One of America's most-loved natural landscapes, where ocean breakers roll on to a shoreline dotted with pines, the peninsula is the backdrop of countless photographs and tourist postcards. Wind-blown and often mist-shrouded, it is a must-see spot for many visitors to the West Coast of America. Viewed from a distance it appears to be a pristine primeval forest, one of only five stands of Monterey pine left in existence. But appearances are deceptive, as the forest, which is accessible only by a 17-mile private toll road around the rugged coastline, has already been chopped up for development, with about 3,000 expansive homes and no less than eight private golf courses being built there.

Eastwood, who lives in Monterey and was once mayor of nearby Carmel town, was determined to build yet another private course. Designed by the golfing great Arnold Palmer, the 18-hole links course would have incorporated a driving range and an equestrian centre. There would also have been 60 apartments and two luxury hotels - the Inn at Spanish Bay and the Lodge at Pebble Beach - which had already pre-sold to investors. The course would have been carved out of the 150 acres of native Monterey pine forest that still remain around the other eight golf courses. It would have destroyed the habitat of an endangered orchid, Yadon's piperia, and removed the wetlands that are so important for the region's wildlife, such as the California red-legged frog, made famous by Mark Twain's story about jumping frog contests and already threatened with extinction.

The reverse is a bitter pill for the developers. They have been determined to get a return on their investment since buying the Pebble Beach Company about 20 years ago from its Japanese owners for $820m. In so doing they have used every trick in the book to overcome the objections of environmentalists and local residents, ultimately failing after a decision by the California Coastal Commission.

"In my 20 years of attending the coastal commission's meetings, this is the most egregious example of development trying to circumvent the Coastal Act," Sara Wan, one of the commissioners, told the Los Angeles Times. "It amounts to wholesale destruction of the environment, [and] destroys the essence of the Monterey pine forest."

Even after the setback, the developers maintained that their plans would have protected the forest in the long run. "Obviously we are saddened and disappointed that the commission didn't see the benefits of developing a small portion of the forest and putting the remainder in permanent protection," Anthony Lombardo, an attorney for the Pebble Beach Company, said. "We are going to step back and look at our options."

It seems that despite intensive lobbying by Eastwood, the development was doomed by the fact that it would have seen up to 18,000 trees - most of them Monterey pines - falling to the chainsaw and wetlands being filled in, bringing unpredictable changes to the fragile and beautiful coastal habitat.

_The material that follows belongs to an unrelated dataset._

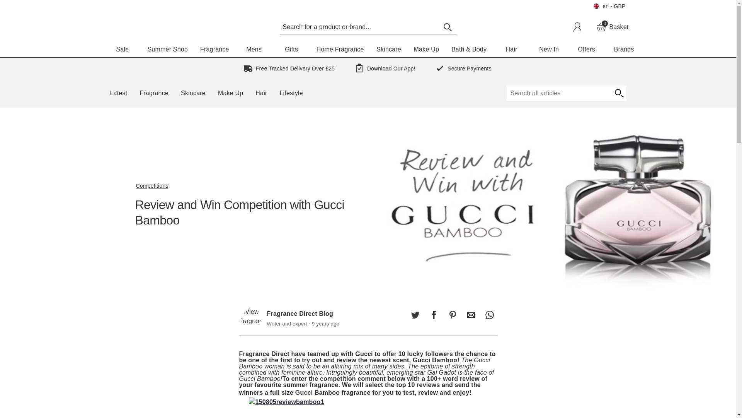 This screenshot has height=418, width=742. Describe the element at coordinates (612, 27) in the screenshot. I see `start article search` at that location.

The California Coastal Commission was set up 30 years ago to protect the coast from excessive development, a task it has only partially accomplished. "There's already been a century of mansion and golf development that has badly disconnected the forest," said Mark Massara of the Sierra Club, one of the country's foremost environment groups.

Monterey is a huge draw for golfers from around the world. They $475 a round to play the Pebble Beach Golf Links. Laid out in 1919, its design makes full use of the rocky coastline with golfers playing over incoming breakers to reach the greens.